Alt-BEAM Archive

Message #01432



To: beam@corp.sgi.com
From: Terry Newton wtnewton@nc5.infi.net
Date: Wed, 10 Mar 1999 11:41:54
Subject: [alt-beam] Re: Surface mount H-bridge chip


At 02:32 PM 3/10/99 +0100, Steven Bolt wrote:
>On Wed, 10 Mar 1999, Terry Newton wrote:
....
>> > http://www.xs4all.nl/~sbolt/Other/Hsmt-bridge.gif (7961 bytes)
....
>> and if powered up without a driver then poof...
>
>Um, what does `powered up without a driver' mean? I don't see a
>`poof' state.

No driver = nothing driving the transistors, bases floating with
their resistors tied together. Connected like this, inputs (to the
transistor pairs) must be (all the way) high or low, not floating.
In other words, the driving chip must be connected to the transistors
at all times.

>> >But a darlington comes with a much higher VCEsat, and large voltage
>> >drops in series with the motor are not a good idea at our usually
>> >low supply voltages.
>>
>> Ouch! .2 volts loss to almost 2 volts... starting at 3 volts
>> there wouldn't be much left... oh well, better stick with what
>> I've got, a few hundred ma for a couple ma drive isn't bad.
>
>Darlington VCEsat in this type of application should be around 0.8V
>- far more than the 0.1V to 0.2V of a BC337/327.

The .2 volts I refered to was the .1 volts per transistor loss I get
with regular transistors, zetex or otherwise. The darlington smt were
listed as .95 volts Vce sat, or almost 2 volts for both Q's, WAY too
much for good use. Like you said...

> The trick is to
>find plain transistors with a low VCEsat at a low base current.
>Given reasonable motors, that isn't too difficult.

The Zetex parts have Hfe > 150 at full current, better than anything
else I've tried. Most transistors lose gain over 100ma or so but not
these, 3ma drive gives 500ma or more available to the motors.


- [Instructions to follow]:
Return each record exactly as it appears, so that nothing is dropped or altered.

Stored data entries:
'''
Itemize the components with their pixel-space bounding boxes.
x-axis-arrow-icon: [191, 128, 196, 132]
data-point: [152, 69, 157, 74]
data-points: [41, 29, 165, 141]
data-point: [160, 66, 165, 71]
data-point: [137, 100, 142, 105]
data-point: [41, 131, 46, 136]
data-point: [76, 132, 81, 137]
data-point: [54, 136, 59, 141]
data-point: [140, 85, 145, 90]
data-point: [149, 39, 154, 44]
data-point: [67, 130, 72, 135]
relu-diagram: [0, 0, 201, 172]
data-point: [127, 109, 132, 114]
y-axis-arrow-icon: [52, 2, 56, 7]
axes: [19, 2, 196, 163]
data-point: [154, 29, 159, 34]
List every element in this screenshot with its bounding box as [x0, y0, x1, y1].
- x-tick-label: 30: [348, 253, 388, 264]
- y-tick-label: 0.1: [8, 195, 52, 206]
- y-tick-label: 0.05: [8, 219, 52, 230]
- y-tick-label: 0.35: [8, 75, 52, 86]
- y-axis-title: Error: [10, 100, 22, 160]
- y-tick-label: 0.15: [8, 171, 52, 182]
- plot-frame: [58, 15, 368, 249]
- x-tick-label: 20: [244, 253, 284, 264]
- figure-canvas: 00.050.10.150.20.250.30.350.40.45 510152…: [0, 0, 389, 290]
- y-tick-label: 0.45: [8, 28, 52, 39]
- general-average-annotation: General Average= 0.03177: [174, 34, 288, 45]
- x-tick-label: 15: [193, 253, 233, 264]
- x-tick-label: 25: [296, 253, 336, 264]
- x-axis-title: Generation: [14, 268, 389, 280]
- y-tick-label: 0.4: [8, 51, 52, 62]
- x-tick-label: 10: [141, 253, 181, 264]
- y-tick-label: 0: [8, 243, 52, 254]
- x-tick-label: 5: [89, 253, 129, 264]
'''
- [Solved exercise]:
Itemize the components with their pixel-space bounding boxes.
x-axis-arrow-icon: [191, 128, 196, 132]
data-point: [152, 69, 157, 74]
data-points: [41, 29, 165, 141]
data-point: [160, 66, 165, 71]
data-point: [137, 100, 142, 105]
data-point: [41, 131, 46, 136]
data-point: [76, 132, 81, 137]
data-point: [54, 136, 59, 141]
data-point: [140, 85, 145, 90]
data-point: [149, 39, 154, 44]
data-point: [67, 130, 72, 135]
relu-diagram: [0, 0, 201, 172]
data-point: [127, 109, 132, 114]
y-axis-arrow-icon: [52, 2, 56, 7]
axes: [19, 2, 196, 163]
data-point: [154, 29, 159, 34]
List every element in this screenshot with its bounding box as [x0, y0, x1, y1].
- x-tick-label: 30: [348, 253, 388, 264]
- y-tick-label: 0.1: [8, 195, 52, 206]
- y-tick-label: 0.05: [8, 219, 52, 230]
- y-tick-label: 0.35: [8, 75, 52, 86]
- y-axis-title: Error: [10, 100, 22, 160]
- y-tick-label: 0.15: [8, 171, 52, 182]
- plot-frame: [58, 15, 368, 249]
- x-tick-label: 20: [244, 253, 284, 264]
- figure-canvas: 00.050.10.150.20.250.30.350.40.45 510152…: [0, 0, 389, 290]
- y-tick-label: 0.45: [8, 28, 52, 39]
- general-average-annotation: General Average= 0.03177: [174, 34, 288, 45]
- x-tick-label: 15: [193, 253, 233, 264]
- x-tick-label: 25: [296, 253, 336, 264]
- x-axis-title: Generation: [14, 268, 389, 280]
- y-tick-label: 0.4: [8, 51, 52, 62]
- x-tick-label: 10: [141, 253, 181, 264]
- y-tick-label: 0: [8, 243, 52, 254]
- x-tick-label: 5: [89, 253, 129, 264]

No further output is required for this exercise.